When the rule breaks: For straightforward local businesses with simple service offerings, a single well-implemented structured data setup is probably sufficient. Platform-specific audits become critical when your brand competes in informational and comparison queries where AI systems generate synthesized answers.

When These Rules Shift

Every rule on this list has a shelf life. AI search platforms are evolving on quarterly cycles. Google's AI Overviews are adding new citation formats. ChatGPT's search capabilities keep expanding. New entrants like Perplexity are carving out market share in specific query categories.

The rule about tracking AI citation share, for example, depends on the availability of reliable tracking tools. If the major enterprise platforms ship cross-platform citation dashboards in the next six months, agencies that built custom tracking solutions will lose their early-mover advantage. That's fine. The point was never to build proprietary tech for its own sake. The point was to measure what matters before the rest of the industry agreed on what to measure.

Similarly, the vertical specialization trend could reverse if a dominant AI search platform emerges with standardized optimization requirements that apply equally across industries. So far, the fragmentation favors specialists. Platform consolidation could change that math quickly.
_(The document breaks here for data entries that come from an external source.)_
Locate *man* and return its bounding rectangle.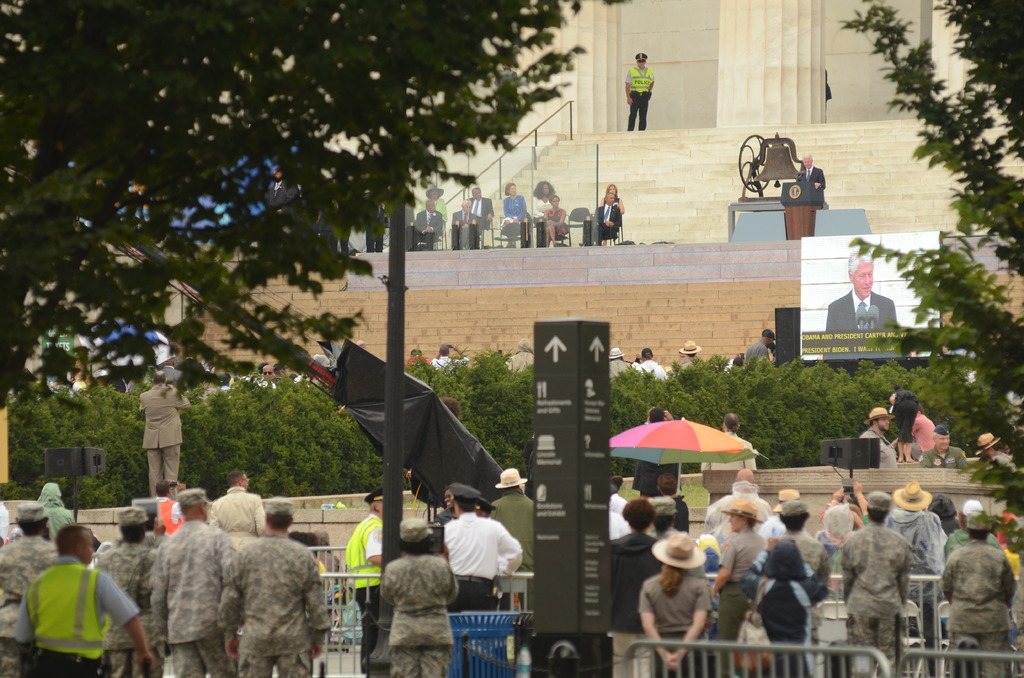
(154,480,186,531).
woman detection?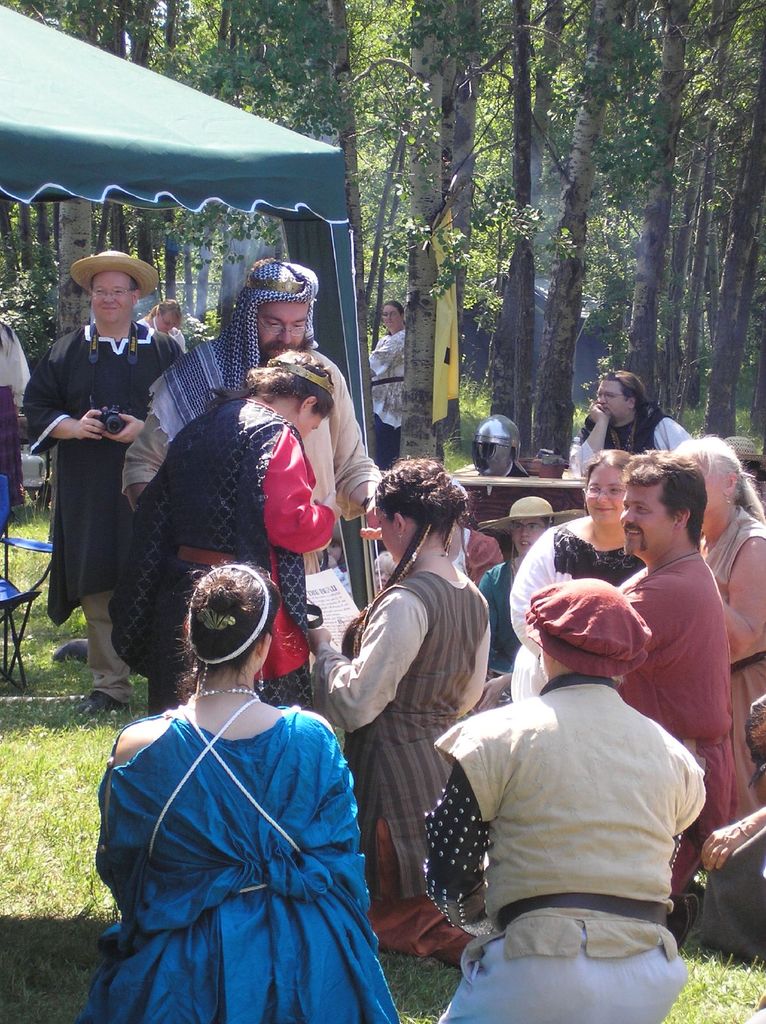
region(109, 347, 344, 716)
The San Francisco expansion by SEO.co is significant because of what it represents about where agency investment dollars are flowing. Enterprise SEO expansion into AI-driven markets is the dominant competitive story of this year. The agencies and brands that are building measurement discipline, vertical expertise, and AI-native visibility strategies right now are creating advantages that compound monthly. The longer you wait for the landscape to stabilize before acting, the further ahead your competitors get by treating the instability as an opportunity.

timeline infographic showing the evolution of enterprise SEO from traditional ranking optimization era (2020-2023) through the AI transition period (2024-2025) to the current AI-native visibility era
timeline infographic showing the evolution of enterprise SEO from traditional ranking optimization era (2020-2023) through the AI transition period (2024-2025) to the current AI-native visibility era
Marcus Webb

Marcus Webb

Digital marketing consultant and agency review specialist. With 12 years in the SEO industry, Marcus has worked with agencies of all sizes and brings an insider perspective to agency evaluations and selection strategies.